Task requirements ▸
Write out all of the records exactly once more and skip the images.

Dataset items
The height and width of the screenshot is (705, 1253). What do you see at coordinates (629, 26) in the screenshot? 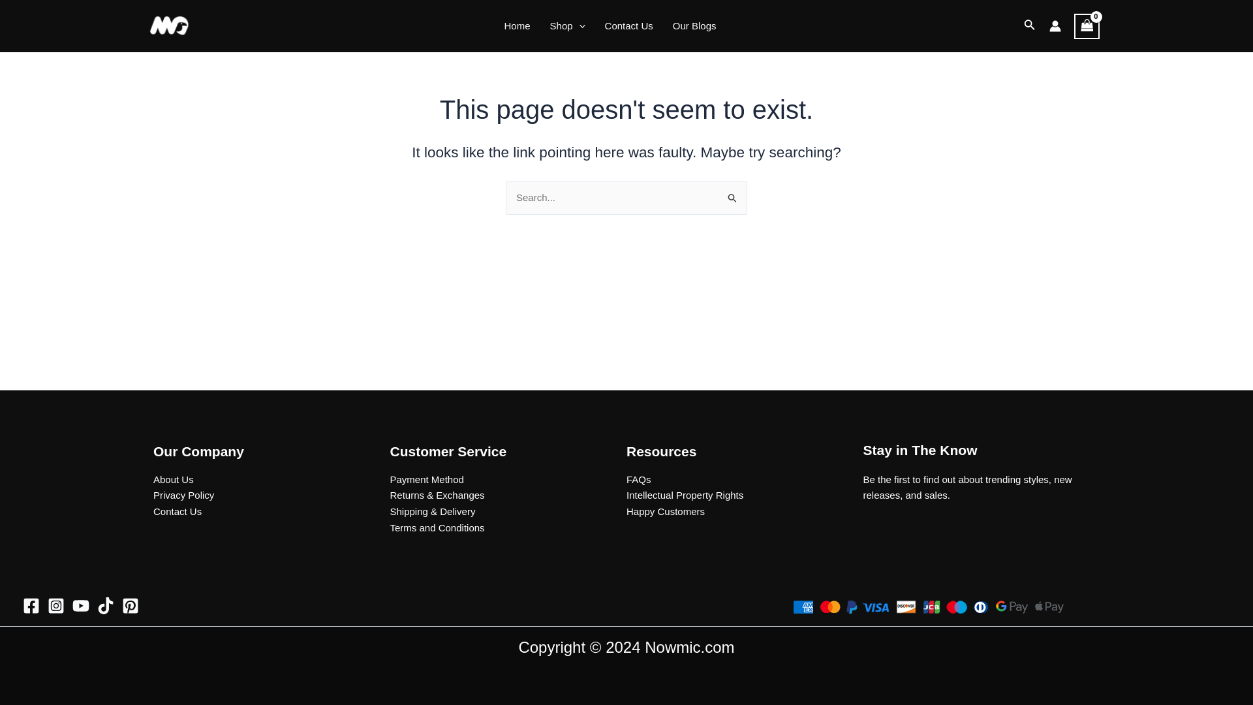
I see `Contact Us` at bounding box center [629, 26].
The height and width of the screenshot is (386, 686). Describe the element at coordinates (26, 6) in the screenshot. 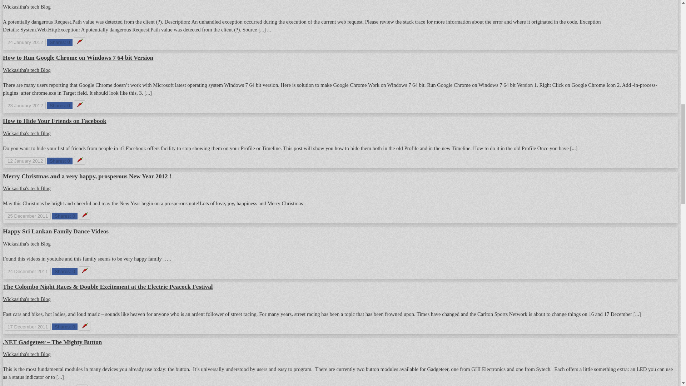

I see `Wickasitha's tech Blog` at that location.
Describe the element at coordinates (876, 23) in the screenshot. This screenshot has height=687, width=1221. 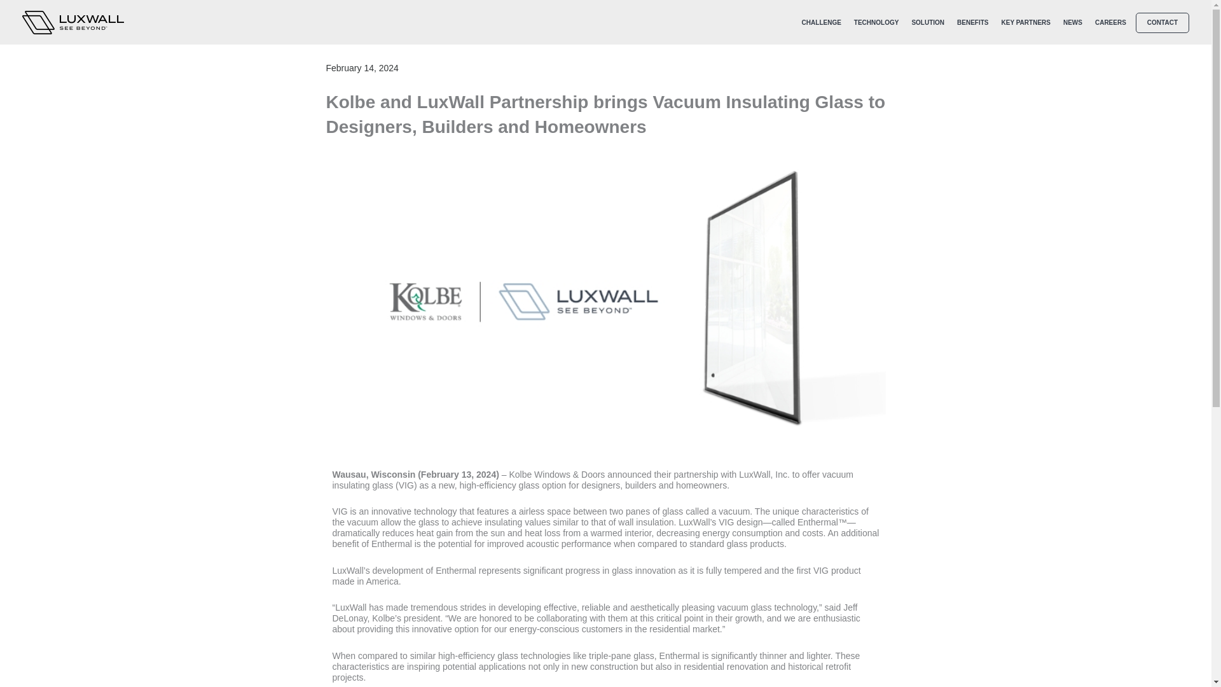
I see `TECHNOLOGY` at that location.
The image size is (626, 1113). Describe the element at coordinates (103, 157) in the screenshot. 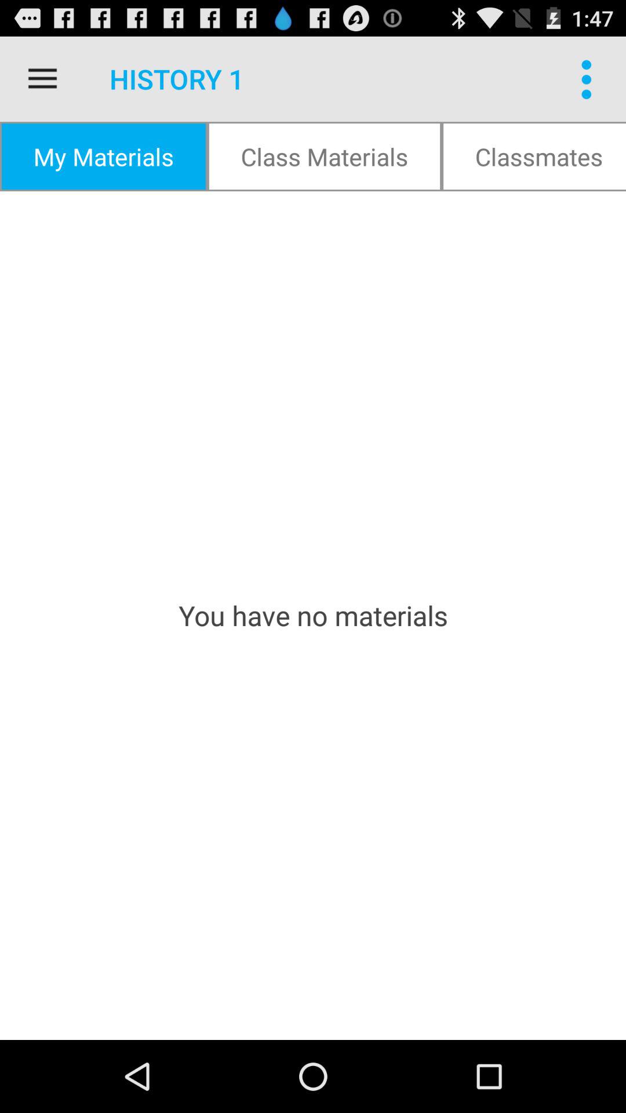

I see `turn off item above the you have no` at that location.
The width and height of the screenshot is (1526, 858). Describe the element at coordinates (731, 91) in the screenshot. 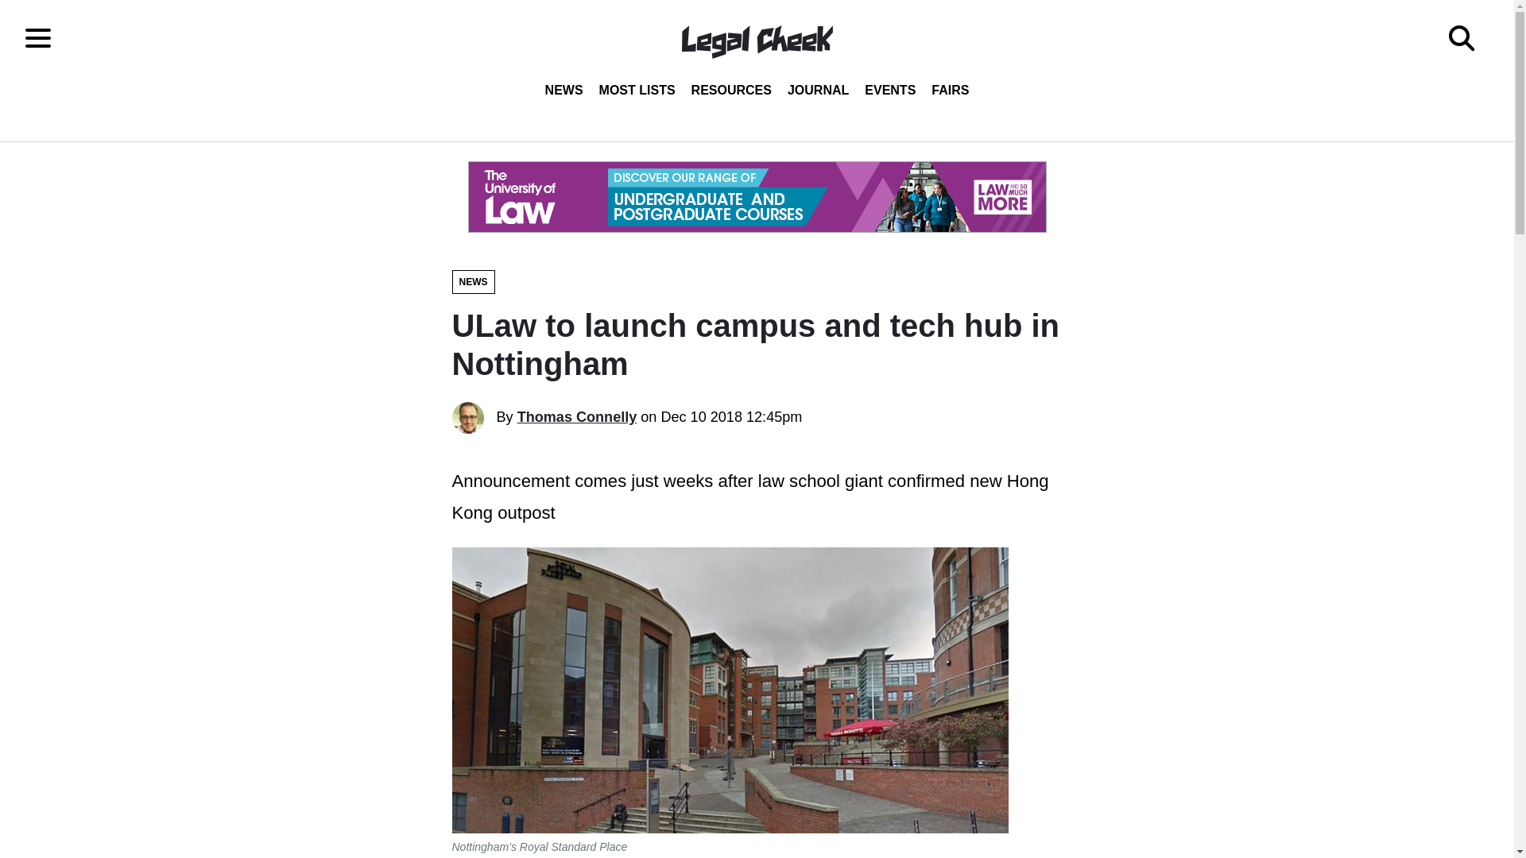

I see `RESOURCES` at that location.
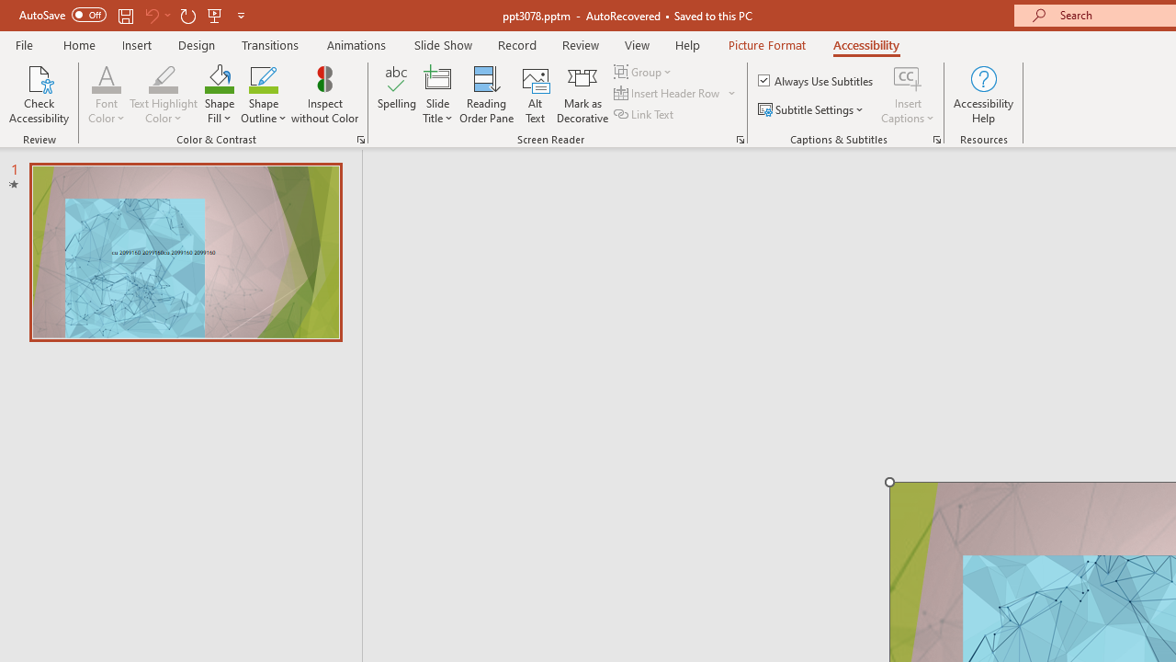  Describe the element at coordinates (437, 94) in the screenshot. I see `Slide Title` at that location.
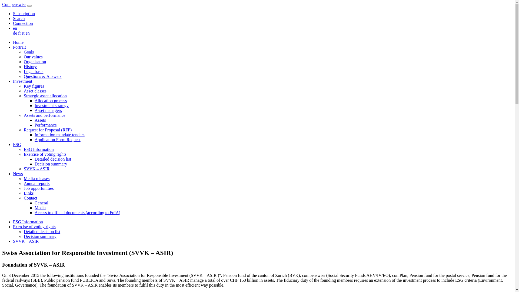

Result of this task ▸
The height and width of the screenshot is (705, 1253). What do you see at coordinates (629, 26) in the screenshot? 
I see `Contact Us` at bounding box center [629, 26].
The height and width of the screenshot is (386, 686). Describe the element at coordinates (26, 6) in the screenshot. 

I see `Wickasitha's tech Blog` at that location.
Describe the element at coordinates (876, 23) in the screenshot. This screenshot has height=687, width=1221. 
I see `TECHNOLOGY` at that location.
The image size is (626, 1113). Describe the element at coordinates (103, 157) in the screenshot. 

I see `turn off item above the you have no` at that location.
The width and height of the screenshot is (1526, 858). Describe the element at coordinates (731, 91) in the screenshot. 

I see `RESOURCES` at that location.
  Describe the element at coordinates (437, 94) in the screenshot. I see `Slide Title` at that location.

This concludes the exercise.